String concatenation might be the most annoying part of JavaScript. You build a string by gluing variables and text together with plus signs, keep track of quotes, worry about spacing, and end up with code that's hard to read and easy to break.

Template literals fix this. Once you start using them, you'll wonder how you ever tolerated the old way.

This is about what makes concatenation painful, how template literals solve it, and when they actually matter in real projects.


Problems with Traditional String Concatenation

The Plus Sign Problem

Before template literals, you built strings like this:

let name = "Alice";
let age = 25;

let message = "Hello, " + name + "! You are " + age + " years old.";
console.log(message); // Hello, Alice! You are 25 years old.

It works, but you have to be careful about spacing inside the strings, matching quotes, and remembering where each variable goes. That's three things to think about when you should only be thinking about one.

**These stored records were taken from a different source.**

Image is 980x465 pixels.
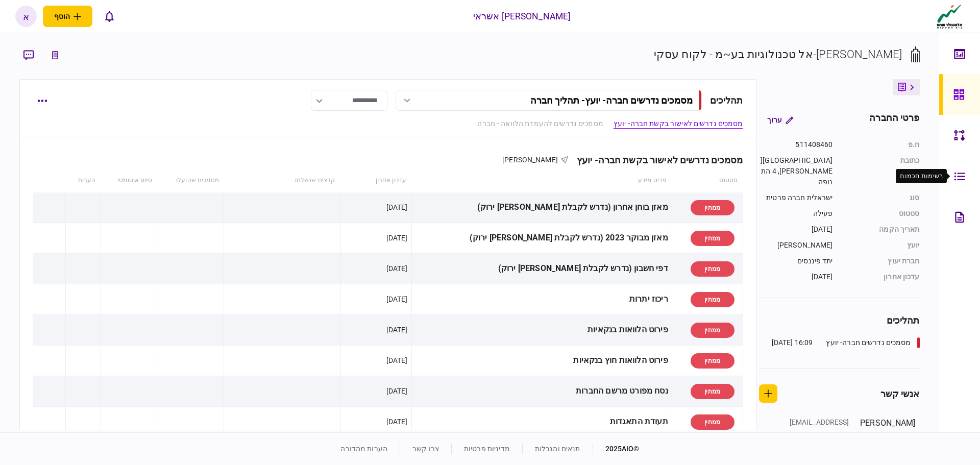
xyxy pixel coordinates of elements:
div: מסמכים נדרשים לאישור בקשת חברה- יועץ [568,155,743,165]
div: [DATE] [386,416,408,427]
div: סטטוס [843,208,920,219]
div: ח.פ [843,140,920,150]
div: מסמכים נדרשים חברה- יועץ - תהליך חברה [530,95,693,106]
div: ישראלית חברה פרטית [759,192,833,203]
div: תאריך הקמה [843,224,920,235]
div: תעודת התאגדות [416,410,668,433]
div: [PERSON_NAME] [759,240,833,250]
th: סטטוס [671,169,743,192]
div: מאזן מבוקר 2023 (נדרש לקבלת [PERSON_NAME] ירוק) [416,226,668,250]
div: [DATE] [386,233,408,243]
div: כתובת [843,155,920,187]
div: תהליכים [759,313,920,327]
a: מסמכים נדרשים חברה- יועץ16:09 [DATE] [772,337,920,348]
div: רשימות חכמות [900,171,943,181]
div: [PERSON_NAME]-אל טכנולוגיות בע~מ - לקוח עסקי [654,46,902,63]
th: הערות [65,169,100,192]
div: [DATE] [386,325,408,335]
div: עדכון אחרון [843,271,920,282]
th: עדכון אחרון [341,169,411,192]
div: 511408460 [759,140,833,150]
div: נסח מפורט מרשם החברות [416,380,668,402]
div: ממתין [690,383,735,399]
th: פריט מידע [411,169,671,192]
a: מסמכים נדרשים לאישור בקשת חברה- יועץ [613,118,743,129]
div: [DATE] [759,271,833,282]
div: פירוט הלוואות בנקאיות [416,318,668,341]
div: סוג [843,192,920,203]
div: מסמכים נדרשים חברה- יועץ [826,337,911,348]
span: [PERSON_NAME] [502,156,558,164]
button: פתח רשימת התראות [99,6,120,27]
div: דפי חשבון (נדרש לקבלת [PERSON_NAME] ירוק) [416,257,668,280]
div: ממתין [690,322,735,338]
img: client company logo [934,3,964,29]
a: תנאים והגבלות [535,444,580,453]
a: הערות מהדורה [341,444,388,453]
div: ממתין [690,353,735,368]
div: ריכוז יתרות [416,288,668,310]
div: פירוט הלוואות חוץ בנקאיות [416,349,668,372]
div: [DATE] [386,385,408,396]
a: מסמכים נדרשים להעמדת הלוואה - חברה [477,118,603,129]
div: [EMAIL_ADDRESS][DOMAIN_NAME] [783,417,850,438]
div: [PERSON_NAME] אשראי [473,10,571,23]
div: מאזן בוחן אחרון (נדרש לקבלת [PERSON_NAME] ירוק) [416,196,668,219]
div: [DATE] [386,294,408,304]
div: יתד פיננסים [759,256,833,266]
button: פתח תפריט להוספת לקוח [43,6,93,27]
div: ממתין [690,262,735,277]
th: מסמכים שהועלו [157,169,224,192]
div: אנשי קשר [880,387,920,400]
div: פעילה [759,208,833,219]
div: [DATE] [386,263,408,273]
button: א [15,6,37,27]
div: © 2025 AIO [592,443,639,454]
div: ממתין [690,231,735,246]
button: מסמכים נדרשים חברה- יועץ- תהליך חברה [395,90,702,111]
div: פרטי החברה [869,111,919,129]
button: link to underwriting page [46,46,65,65]
th: קבצים שנשלחו [224,169,341,192]
div: חברת יעוץ [843,256,920,266]
div: תהליכים [710,93,743,107]
div: ממתין [690,292,735,307]
div: [DATE] [386,355,408,365]
th: סיווג אוטומטי [100,169,157,192]
div: [DATE] [759,224,833,235]
div: יועץ [843,240,920,250]
div: 16:09 [DATE] [772,337,813,348]
a: צרו קשר [412,444,439,453]
a: מדיניות פרטיות [464,444,510,453]
div: ממתין [690,200,735,215]
div: ממתין [690,414,735,430]
button: ערוך [759,111,801,129]
div: [DATE] [386,202,408,212]
div: [GEOGRAPHIC_DATA][PERSON_NAME], 4 התנופה [759,155,833,187]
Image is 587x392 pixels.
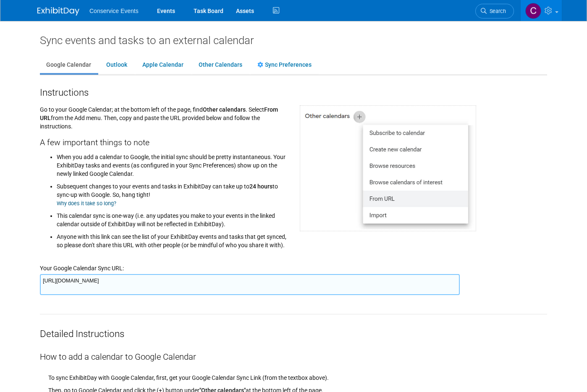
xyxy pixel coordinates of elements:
img: Chris Ogletree [525,3,541,19]
div: Instructions [40,83,547,99]
div: A few important things to note [40,130,287,149]
span: Conservice Events [89,8,138,14]
a: Why does it take so long? [57,200,116,207]
div: How to add a calendar to Google Calendar [40,340,547,363]
div: Detailed Instructions [40,314,547,340]
div: To sync ExhibitDay with Google Calendar, first, get your Google Calendar Sync Link (from the text... [48,363,547,382]
li: Subsequent changes to your events and tasks in ExhibitDay can take up to to sync-up with Google. ... [57,178,287,207]
div: Go to your Google Calendar; at the bottom left of the page, find . Select from the Add menu. Then... [34,99,293,254]
li: Anyone with this link can see the list of your ExhibitDay events and tasks that get synced, so pl... [57,228,287,249]
img: Google Calendar screen shot for adding external calendar [300,105,476,231]
span: 24 hours [249,183,273,190]
a: Search [475,4,514,18]
span: Other calendars [203,106,246,113]
li: This calendar sync is one-way (i.e. any updates you make to your events in the linked calendar ou... [57,207,287,228]
div: Your Google Calendar Sync URL: [40,254,547,273]
img: ExhibitDay [37,7,80,16]
span: Search [486,8,506,14]
div: Sync events and tasks to an external calendar [40,34,547,47]
a: Google Calendar [40,57,97,73]
li: When you add a calendar to Google, the initial sync should be pretty instantaneous. Your ExhibitD... [57,151,287,178]
a: Apple Calendar [136,57,190,73]
textarea: [URL][DOMAIN_NAME] [40,274,460,295]
a: Other Calendars [192,57,248,73]
a: Outlook [100,57,134,73]
a: Sync Preferences [251,57,318,73]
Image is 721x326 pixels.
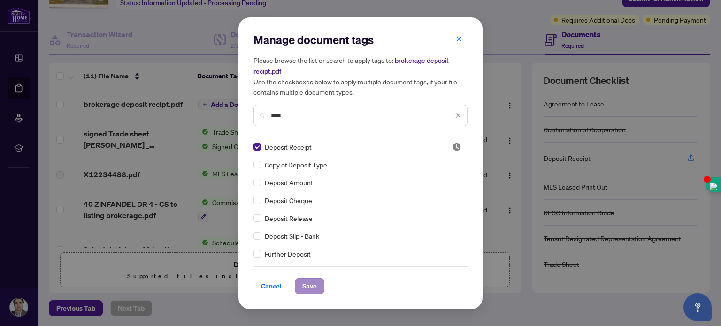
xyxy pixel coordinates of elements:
[452,142,462,152] img: status
[254,278,289,294] button: Cancel
[456,36,463,42] span: close
[295,278,325,294] button: Save
[455,112,462,119] span: close
[265,195,312,206] span: Deposit Cheque
[265,213,313,224] span: Deposit Release
[254,56,449,76] span: brokerage deposit recipt.pdf
[265,178,313,188] span: Deposit Amount
[684,294,712,322] button: Open asap
[261,279,282,294] span: Cancel
[265,160,327,170] span: Copy of Deposit Type
[265,142,312,152] span: Deposit Receipt
[302,279,317,294] span: Save
[265,249,311,259] span: Further Deposit
[265,231,319,241] span: Deposit Slip - Bank
[254,32,468,47] h2: Manage document tags
[254,55,468,97] h5: Please browse the list or search to apply tags to: Use the checkboxes below to apply multiple doc...
[452,142,462,152] span: Pending Review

It Gets Worse with Longer Strings

Add more variables and things fall apart:

let user = "Bob";
let email = "bob@example.com";
let joinDate = "March 2024";
let role = "Developer";

let bio = "User: " + user + "\n" +
          "Email: " + email + "\n" +
          "Joined: " + joinDate + "\n" +
          "Role: " + role;

Now you're juggling quotes, newline characters, plus signs, and trying to picture what the final string actually looks like. It's hard to read the structure. Easy to miss a space.


Template Literal Syntax

Template literals use backticks (`) instead of quotes. You put variables inside ${} and they get inserted directly.

Basic Example

let name = "Alice";
let age = 25;

let message = `Hello, \({name}! You are \){age} years old.`;
console.log(message); // Hello, Alice! You are 25 years old.

Compare the two approaches:

// Old way (concatenation)
let greeting = "Hello, " + name;

// New way (template literal)
let greeting = `Hello, ${name}`;

The template literal reads naturally. The variable shows up right where it goes.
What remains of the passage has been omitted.